Plan Your Visit

Animals at Mount Vernon
Modern visitors to Mount Vernon can see many of the same animals who lived here in the 18th century.
Learn more about George Washington's great farming innovation, the 16-sided treading barn.
The barn was a two-story structure, 52 feet in diameter. The 16 exterior walls were each about 10 feet 3 inches long.
The other structures in the Dogue Run Farm complex included two stables which could house more than two dozen horses, mules, and oxen as well as two corn cribs for drying a variety of crops including flax, beans, peas, etc., which would have fed the enslaved population, the Washington family, and some livestock.
In a letter to William Pearce in May of 1795, Washington included the amount of bricks he estimated would be needed to build the foundation and first floor walls. He went on to say that he thought 40,000 bricks would not be too many to fire, considering possible loss and breakage during the firing process.
The bricks would have been fired in a kiln on the estate; the clay that was dug for the barn's foundation was used to make the bricks.

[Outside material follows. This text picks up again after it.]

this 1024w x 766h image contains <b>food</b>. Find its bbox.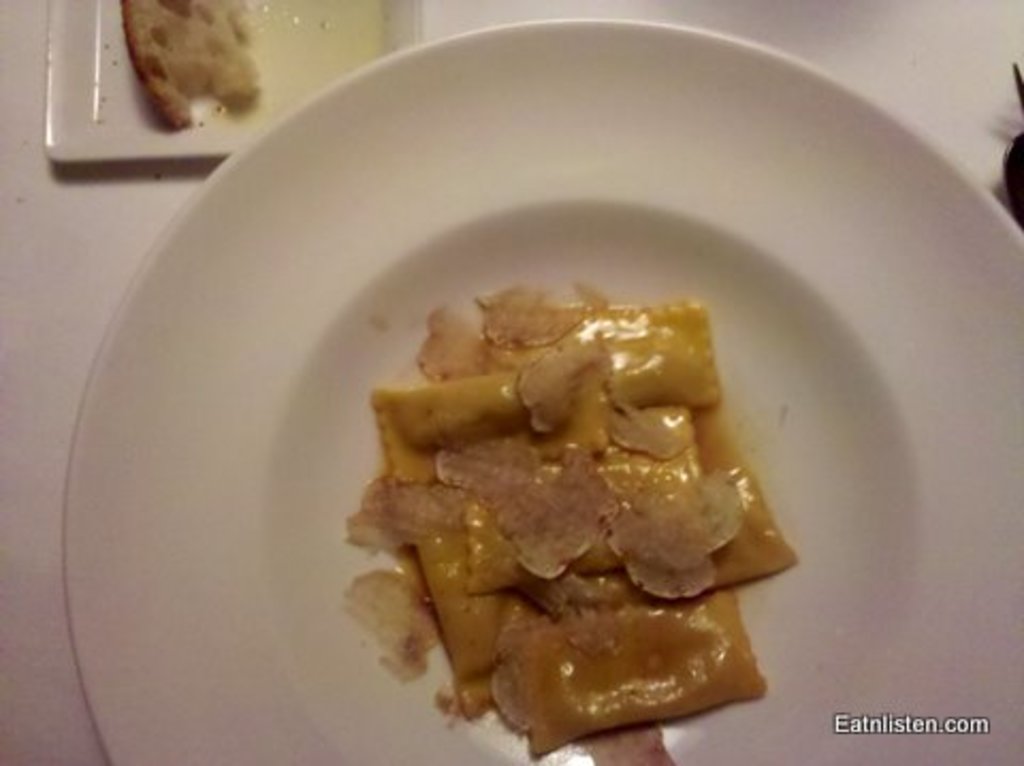
(371,254,802,753).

The brick foundation made for a sturdier structure, and masonry was preferred over wood because the lower level was built into the earth; wood would have rotted rather quickly in that situation.
The upper level was wood frame. The siding and most of the framing and flooring of the barn were built of southern yellow pine. The treading floor was white oak. The barn roof was covered in three-foot cypress shingles.

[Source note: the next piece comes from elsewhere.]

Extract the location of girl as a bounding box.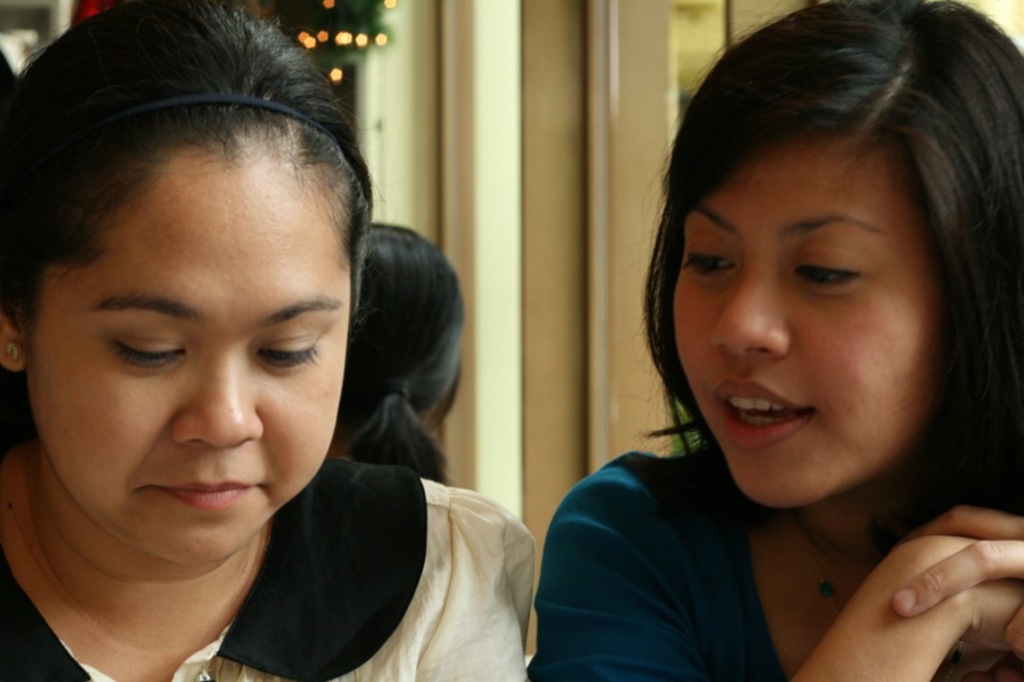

Washington also hoped to secure the grain against thieves and called for barred windows on the lower level and strong locks on the doors. There was no access between floors from inside the barn. Pilferage was of great concern to George Washington, as wheat was his cash crop.
George Washington studied and implemented improved farming methods throughout his life. In fact, he thought of himself first as a farmer.
While his initial interest in farming was driven by his own needs to earn a living and improve Mount Vernon, in later years Washington realized his leadership and experimentation could assist all American farmers.
The five-year reconstruction project of George Washington's 16-sided barn was completed and opened to the public on September 27, 1996.
In the late summer through the fall, Mount Vernon's historic trades experts and horses demonstrate wheat treading in the 16-sided barn.